Chauvin, with Dibroc, arrives home with two comrades, Picot and Souvan. Chauvin's wife, Adele, and the two children by Nicolas, Henri and Jeanette, welcome him, but he cannot escape his experience of war in the Napoleonic army, nor his alter ego in IChauvin.
Napoleon, fleeing from the advancing Allied armies and those who will restore the monarchy, comes through Rochefort, Chauvin's birthplace and hometown. He happens to stop for a brief respite at Chauvin's house where Chauvin's wife has a bakery. Chauvin recognizes the furtive Napoleon, but he is not accustomed to seeing this divine emperor in his deposed state. He acts brashly and almost gets the emperor captured by some royalist-terrorists before Napoleon makes his escape.
Chauvin concludes he must abandon his wife and children and pursue his transcendental view of reality elsewhere. He will travel around France carrying his ideology to every corner.

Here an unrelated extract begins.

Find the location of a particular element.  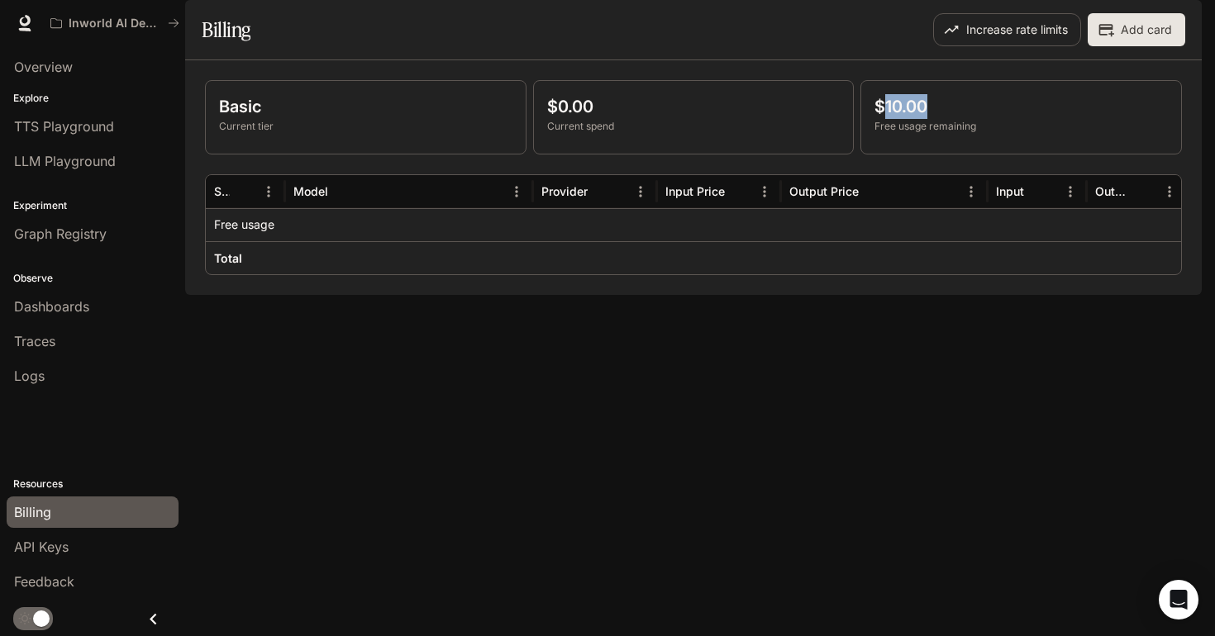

Chauvin has the true believer's affinity for the theatrical setting to exhibit his sentiments. At a theater in Paris he interrupts a play in progress with his ranting. One patron, Mme Germaine de Staël, a prominent literary figure of the time, opposes him. He equivocates, suffering from doubt, irresolution.
With finality, Chauvin is subsumed by his ideological alter-ego, IChauvin. In his new incarnation, he alienates Adele. IChauvin goes into the world with his followers, leaving a heartsick Adele behind.
The Chauvin pages:
Some of the ideas behind the plays are discussed in the Peroration page, which is a general summing up.